THE NEW YORK REVIEW OF BOOKS

TODAY

Bottling the World Economy

Amid the destruction of the US–Israeli war against Iran, much of the world’s attention has fixed on the Strait of Hormuz, the narrow passage through which

YESTERDAY

The Gaza Doctrine

On Friday, March 13, nearly two weeks into the Lebanese front of “Operation Roaring Lion, ” Israeli forces bombed Burj Qalaouiyah, a village in the

MARCH 21. 2026

Spirit in the Sky

What do Italian astronomers, cloistered nuns, levitating saints, and the “sexy dreams” of desert church fathers have in common? In the pages of the

MARCH 20. 2026

Elegy for Rafah

Since the beginning of the year, my phone has been a window through which I watch the Rafah crossing from my bedroom in Paris three thousand kilometers

MARCH 19. 2026

Dantès’s Inferno

When I first read The Count of Monte Cristo, it offered something irresistible: the possibility of reinvention. If, against all odds, Edmond Dantès could remake himself, so could I.

The Possibility of Humor

In his novel A Fool’s Kabbalah, Steve Stern writes in a manic whirl of disturbing and hilarious images as he follows the great historian of Jewish mysticism Gershom Scholem on his journey to gather up the remains of a vanished civilization.

Possessing the Painful Parts

Tyriek White’s We Are a Haunting traces the lives of Black Brooklynites dealing with the porous boundaries between the past and the present as they forge lives amid the detritus that others have discarded.

In Defense of Algebra

The mathematician Paul Lockhart believes to his core that math is the purest of the arts, and anyone can learn to love it.

Who Built France?

A new history explores France’s empire from the perspective of the indigenous and enslaved people who participated, willingly or not, in its creation.

‘Not Insane! ’

The Firesign Theatre, a comedy group formed in the 1960s, created surreal albums that mixed satire and science fiction, and inspired a generation of misfits.

The Marbles & the Muses

A. E. Stallings’s reflections on the Elgin Marbles illustrate how beautiful objects have the power to inspire both the noblest effusions and the pettiest efforts at acquisition.

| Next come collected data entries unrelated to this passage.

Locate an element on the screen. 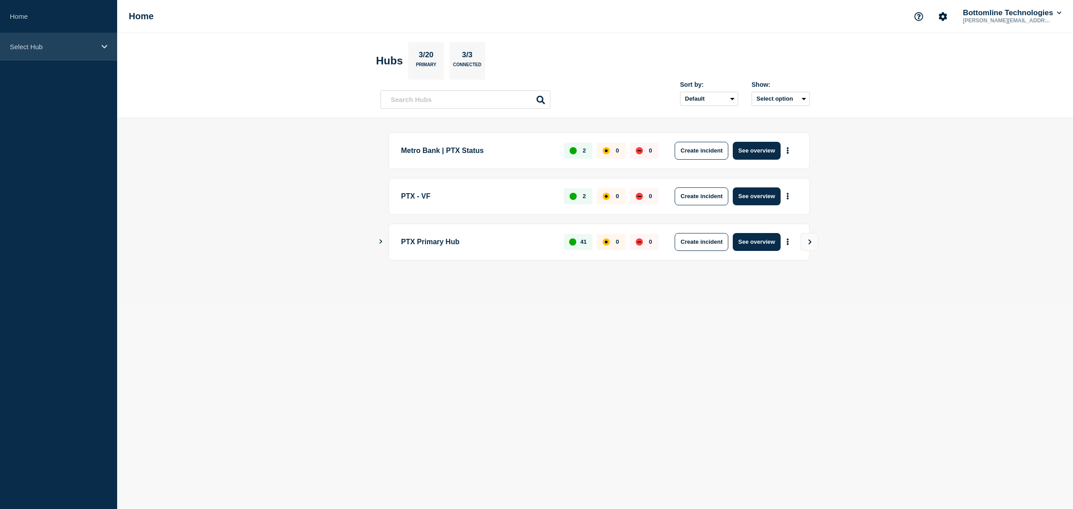 The height and width of the screenshot is (509, 1073). h2: Hubs is located at coordinates (389, 61).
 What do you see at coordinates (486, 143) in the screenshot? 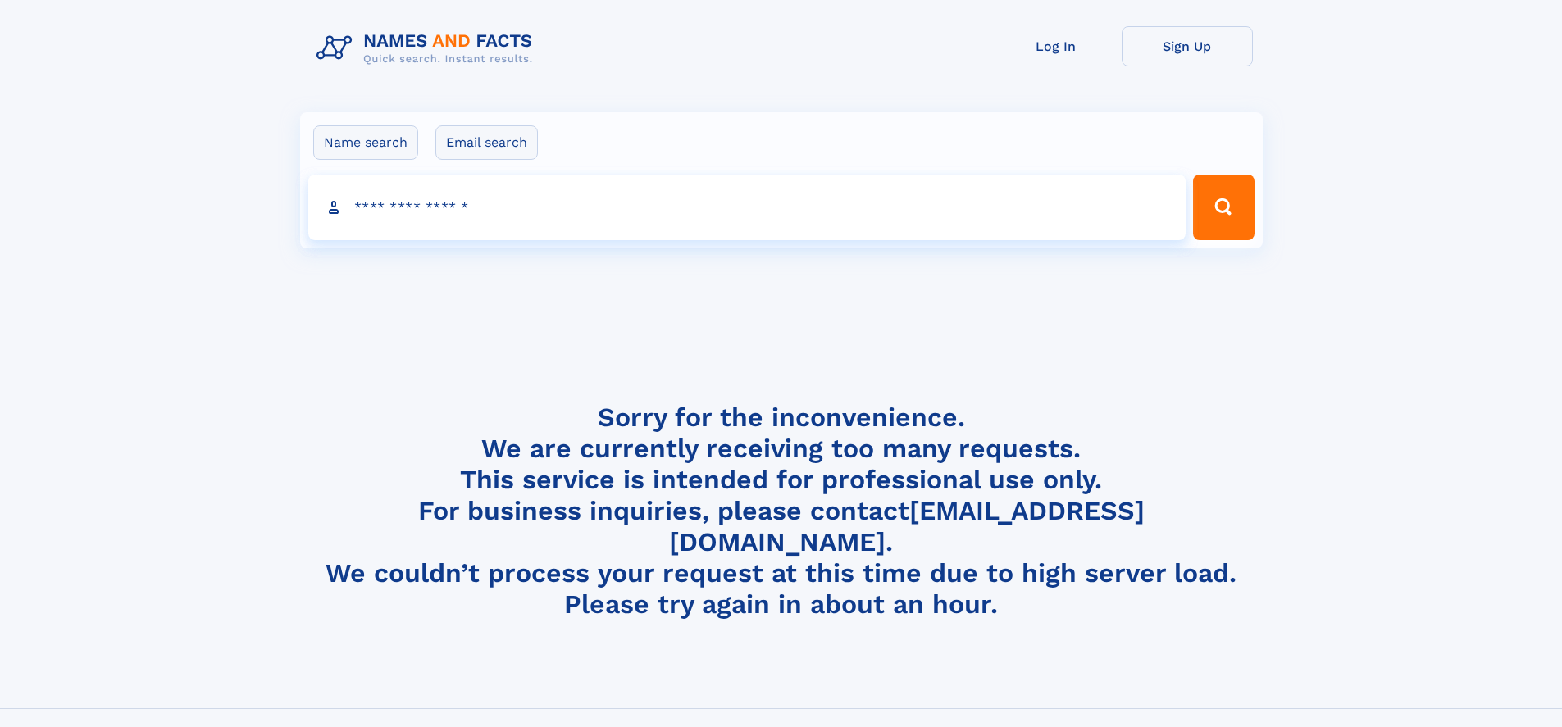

Mother Daughter Sister Wife

A new anthology of female Hungarian poets engages with the nation’s often tragic history through various forms of reticence, misdirection, and playfulness.

A Man-Made Disaster

There has never been a moral and historical reckoning with the horrors inflicted by the Allied firebombing of Japan during World War II.

Interminable Ignorance

Why has the will to ignorance become so virulent in our time?